Many successful people claim to need far less sleep than the recommended seven to eight hours a night. Benjamin Franklin claimed to need just four hours; Barack Obama got by on six hours; while Tom Ford, the fashion designer says he requires just three hours a night to function properly. When Napoleon Bonaparte was asked how many hours of sleep people need, he is said to have replied: “Six for a man, seven for a woman, eight for a fool.” Newborn babies usually sleep for about 17 hours each day, older children need nine or 10 hours a night, while it is recommended that adults sleep for around seven to eight hours each night.

Too little sleep is known to cause depression, weight gain, mental illness as well as putting people at greater risk of stroke, heart attack and diabetes.

In 2017, we finally made sleep a top priority. As research continues to find that a lack of sleep can cause weight gain, anxiety, and out-of-whack hormones, and public figures like Amazon’s Jeff Bezos name adequate sleep as a driver of success, health-conscious consumers are chasing those sacred eight hours like never before. These days influencers are coming out and saying sleep is their secret weapon and their number one priority, we’re learning that you actually can’t be a productivity machine without good sleep.

MINDFULNESS IN THE WORKPLACE – A TOUCHY-FEELY FAD OR A VALUABLE MANAGEMENT TOOL?

Mindfulness is defined as present-centred attention and awareness, emerged from Buddhist philosophy and has been cultivated for millennia through meditation practices.

Injecting a corporate culture of mindfulness not only improves focus but the ability to manage stress and how employees work together. Historically, companies have been reticent to offer mindfulness training because it was seen as something fluffy, esoteric and spiritual, but thankfully that’s all changing.

Organisations such as Google and the US Navy use mindfulness training to improve workplace functioning and the latest research indicates that the approach can improve a range of workplace functions.

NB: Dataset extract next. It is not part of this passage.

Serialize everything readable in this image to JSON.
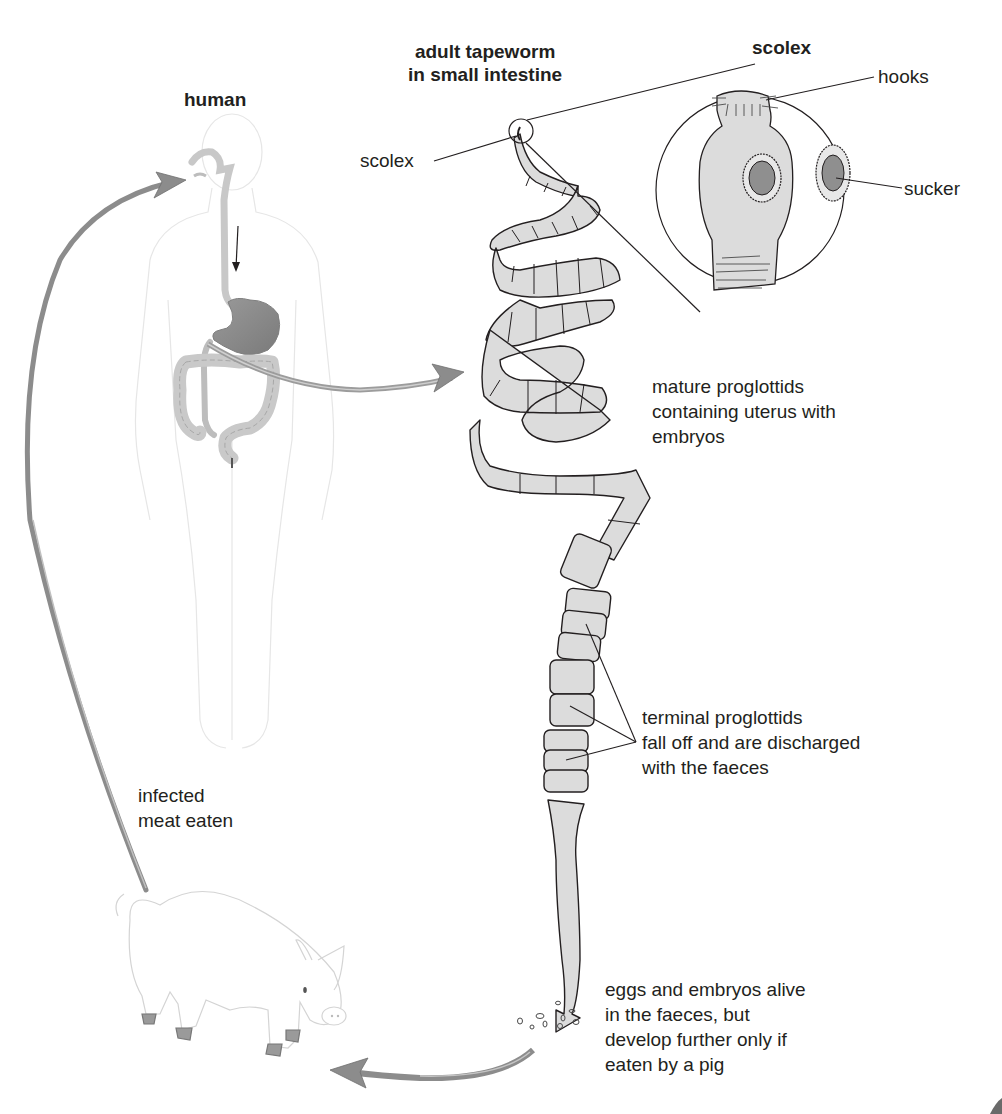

Mindfulness is vital for any executive or leader who, at any given moment, may be barraged with various problems that call for decisions under stress in order for them to have a greater consciousness in the present.

Mindfulness appears to positively impact human functioning overall. Research in such disciplines as psychology, neuroscience and medicine provide a wealth of evidence that mindfulness improves attention, cognition, emotions, behaviour and physiology.

Specifically, mindfulness has been shown to improve three qualities of attention – stability, control and efficiency. The human mind is estimated to wander roughly half of our waking hours, but mindfulness can stabilise attention in the present. Individuals who completed mindfulness training were shown to remain vigilant longer on both visual and listening tasks.

Although mindfulness is an individual quality, initial evidence suggests that it affects interpersonal behaviour and workgroup relationships.

Mindfulness may improve relationships through greater empathy and compassion — suggesting mindfulness training could enhance workplace processes that rely on effective leadership and teamwork.

As life becomes more stressful, anxiety increases and goals keep moving we will continue looking for ways to manage, respond to technology’s unrelenting poke and improve the relationship with our own minds and bodies. While that search continues it’s up to us all as individuals, leaders and business owners to step up and do what we can to keep on top of the determinants and offer interventions – your health is in your hands.